[Cleek: the Man of the Forty Faces by Thomas W. Hanshew]@TWC D-Link book
Cleek: the Man of the Forty Faces

CHAPTER II
7/10

At any rate, if I failed, I should at least have preserved my self-respect and done more to merit what I wanted than if I had secured it by treachery.
Think of the boy you helped a little while ago.

How much respect will you have for him if he never lives up to his promise; never goes to Clarges Street at all?
Yet if he does live up to it, will he not be doubly worth the saving?
But please!" with a sudden change from seriousness to gaiety, "if I am to be led into sermonizing, might I not know what it is all about?
I shall be right, shall I not, in supposing that all this is merely the preface to something else ?" "Either the Preface or--the Finis," said Cleek, with a deeply drawn breath.

"Still, as you say, no atonement is worth calling an atonement if it is based upon fraud; and so--Miss Lorne, I am going to ask you to indulge in yet another little flight of fancy.

Carry your mind back, will you, to the night when your cousin--to the night two years ago when Sir Horace Wyvern's daughter had her wedding presents stolen and you, I believe, had rather a trying moment with that fellow who was known as 'The Vanishing Cracksman.' You can remember it, can you not ?" "Remember it?
I shall never forget it.

I thought, when the police ran down stairs and left me with him, that I was talking to Mr.Narkom.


### WHAT TO DO
This task is to restate all of the entries exactly.

### EXERCISE MATERIALS
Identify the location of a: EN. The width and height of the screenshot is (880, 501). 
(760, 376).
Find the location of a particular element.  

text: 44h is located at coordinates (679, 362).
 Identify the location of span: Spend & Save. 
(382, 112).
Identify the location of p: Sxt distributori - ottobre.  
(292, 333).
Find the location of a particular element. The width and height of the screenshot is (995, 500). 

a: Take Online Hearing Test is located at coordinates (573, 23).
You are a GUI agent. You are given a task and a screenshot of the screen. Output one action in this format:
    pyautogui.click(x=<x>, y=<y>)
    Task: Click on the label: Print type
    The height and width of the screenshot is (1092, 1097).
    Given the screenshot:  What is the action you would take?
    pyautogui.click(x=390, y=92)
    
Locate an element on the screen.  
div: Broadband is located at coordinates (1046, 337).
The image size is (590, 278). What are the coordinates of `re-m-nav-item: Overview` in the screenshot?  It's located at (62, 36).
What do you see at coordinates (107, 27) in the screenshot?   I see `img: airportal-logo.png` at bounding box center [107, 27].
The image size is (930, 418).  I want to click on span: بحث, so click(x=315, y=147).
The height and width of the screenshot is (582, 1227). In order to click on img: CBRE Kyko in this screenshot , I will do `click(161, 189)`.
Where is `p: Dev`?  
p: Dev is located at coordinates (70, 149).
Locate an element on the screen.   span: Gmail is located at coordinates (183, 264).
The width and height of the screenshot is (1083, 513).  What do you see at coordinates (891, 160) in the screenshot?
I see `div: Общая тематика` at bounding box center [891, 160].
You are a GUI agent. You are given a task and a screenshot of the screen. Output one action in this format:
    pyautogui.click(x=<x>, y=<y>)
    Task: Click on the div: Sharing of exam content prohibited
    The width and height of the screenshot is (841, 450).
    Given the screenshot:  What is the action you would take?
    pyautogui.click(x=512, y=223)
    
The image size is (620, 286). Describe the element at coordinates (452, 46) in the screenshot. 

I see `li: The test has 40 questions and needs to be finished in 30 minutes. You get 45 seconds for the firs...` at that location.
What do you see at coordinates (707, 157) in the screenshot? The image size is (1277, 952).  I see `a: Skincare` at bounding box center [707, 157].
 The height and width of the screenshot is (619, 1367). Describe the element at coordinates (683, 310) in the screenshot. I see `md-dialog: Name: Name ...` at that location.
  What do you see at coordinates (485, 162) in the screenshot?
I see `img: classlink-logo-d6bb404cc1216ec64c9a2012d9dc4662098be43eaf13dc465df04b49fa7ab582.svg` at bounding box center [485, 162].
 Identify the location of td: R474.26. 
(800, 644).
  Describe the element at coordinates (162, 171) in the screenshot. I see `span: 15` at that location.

### EXPECTED OUTPUT
Identify the location of a: EN. The width and height of the screenshot is (880, 501). 
(760, 376).
Find the location of a particular element.  

text: 44h is located at coordinates (679, 362).
 Identify the location of span: Spend & Save. 
(382, 112).
Identify the location of p: Sxt distributori - ottobre.  
(292, 333).
Find the location of a particular element. The width and height of the screenshot is (995, 500). 

a: Take Online Hearing Test is located at coordinates (573, 23).
You are a GUI agent. You are given a task and a screenshot of the screen. Output one action in this format:
    pyautogui.click(x=<x>, y=<y>)
    Task: Click on the label: Print type
    The height and width of the screenshot is (1092, 1097).
    Given the screenshot:  What is the action you would take?
    pyautogui.click(x=390, y=92)
    
Locate an element on the screen.  
div: Broadband is located at coordinates (1046, 337).
The image size is (590, 278). What are the coordinates of `re-m-nav-item: Overview` in the screenshot?  It's located at (62, 36).
What do you see at coordinates (107, 27) in the screenshot?   I see `img: airportal-logo.png` at bounding box center [107, 27].
The image size is (930, 418).  I want to click on span: بحث, so click(x=315, y=147).
The height and width of the screenshot is (582, 1227). In order to click on img: CBRE Kyko in this screenshot , I will do `click(161, 189)`.
Where is `p: Dev`?  
p: Dev is located at coordinates (70, 149).
Locate an element on the screen.   span: Gmail is located at coordinates (183, 264).
The width and height of the screenshot is (1083, 513).  What do you see at coordinates (891, 160) in the screenshot?
I see `div: Общая тематика` at bounding box center [891, 160].
You are a GUI agent. You are given a task and a screenshot of the screen. Output one action in this format:
    pyautogui.click(x=<x>, y=<y>)
    Task: Click on the div: Sharing of exam content prohibited
    The width and height of the screenshot is (841, 450).
    Given the screenshot:  What is the action you would take?
    pyautogui.click(x=512, y=223)
    
The image size is (620, 286). Describe the element at coordinates (452, 46) in the screenshot. 

I see `li: The test has 40 questions and needs to be finished in 30 minutes. You get 45 seconds for the firs...` at that location.
What do you see at coordinates (707, 157) in the screenshot? The image size is (1277, 952).  I see `a: Skincare` at bounding box center [707, 157].
 The height and width of the screenshot is (619, 1367). Describe the element at coordinates (683, 310) in the screenshot. I see `md-dialog: Name: Name ...` at that location.
  What do you see at coordinates (485, 162) in the screenshot?
I see `img: classlink-logo-d6bb404cc1216ec64c9a2012d9dc4662098be43eaf13dc465df04b49fa7ab582.svg` at bounding box center [485, 162].
 Identify the location of td: R474.26. 
(800, 644).
  Describe the element at coordinates (162, 171) in the screenshot. I see `span: 15` at that location.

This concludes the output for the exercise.